Alberto Moravia - journalist and writer

Italian novelist recognised as major 20th century literary figure


The novelist Alberto Moravia was born Alberto Pincherle on this day in 1907 in Rome.

The island of Capri in the Bay of Naples

He adopted Moravia, the maiden name of his paternal grandmother, as a pen name and became a prolific writer of short stories and novels. Much of his work has been made into films.

Before the Second World War, he had difficulties with the Fascist regime, which banned the publication of one of his novels. But his anti-Fascist novel Il Conformista later became the basis for the film The Conformist directed by Bernardo Bertolucci.

In 1941 he married the novelist Elsa Morante and they went to live first on Capri, and then in the Ciociaria area of Lazio before returning to Rome after it was liberated in 1944.

Moravia was once quoted as comparing a childhood illness, which confined him to bed for a long period, with Fascism. He said they had both made him suffer and do things he otherwise would not have done.

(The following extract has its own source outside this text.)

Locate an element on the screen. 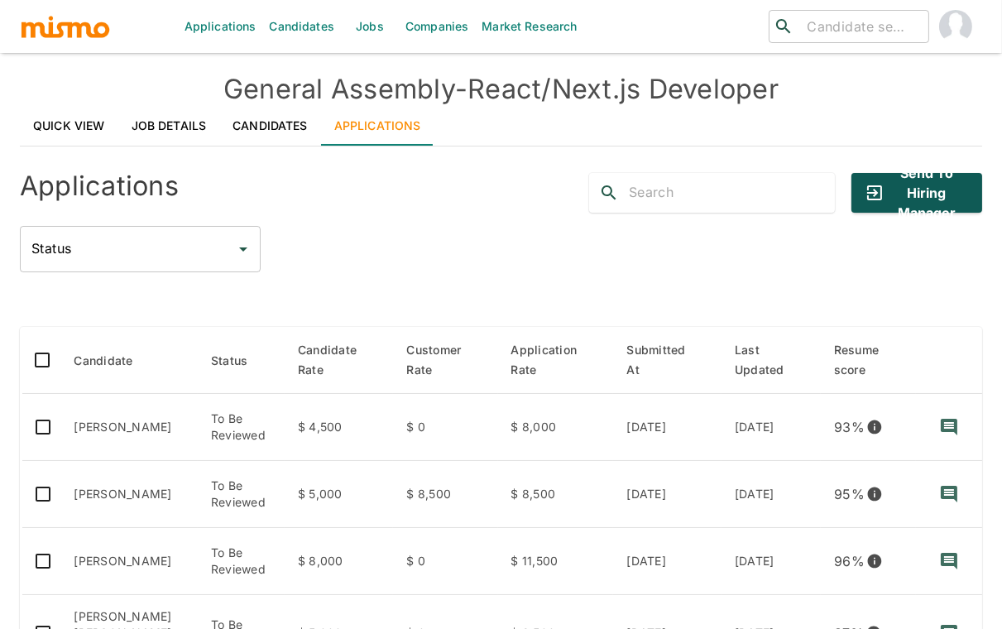 The width and height of the screenshot is (1002, 629). a: Quick View is located at coordinates (69, 126).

The rugged terrain of the Ciociaria

He died in Rome in 1990 and is remembered today as an important literary figure of the 20th century.

Travel tip

The beautiful island of Capri is a sophisticated holiday resort that has attracted many writers, artists and celebrities over the centuries. It lies in the Bay of Naples and can be reached by boat from Sorrento and Naples. 

Travel tip

The Ciociaria is a remote, hilly part of Lazio, lying south of Rome and north of Naples, dotted with small towns and villages. It is believed the area is named after the ciocie (sandals), traditionally worn by the people living and working in the area.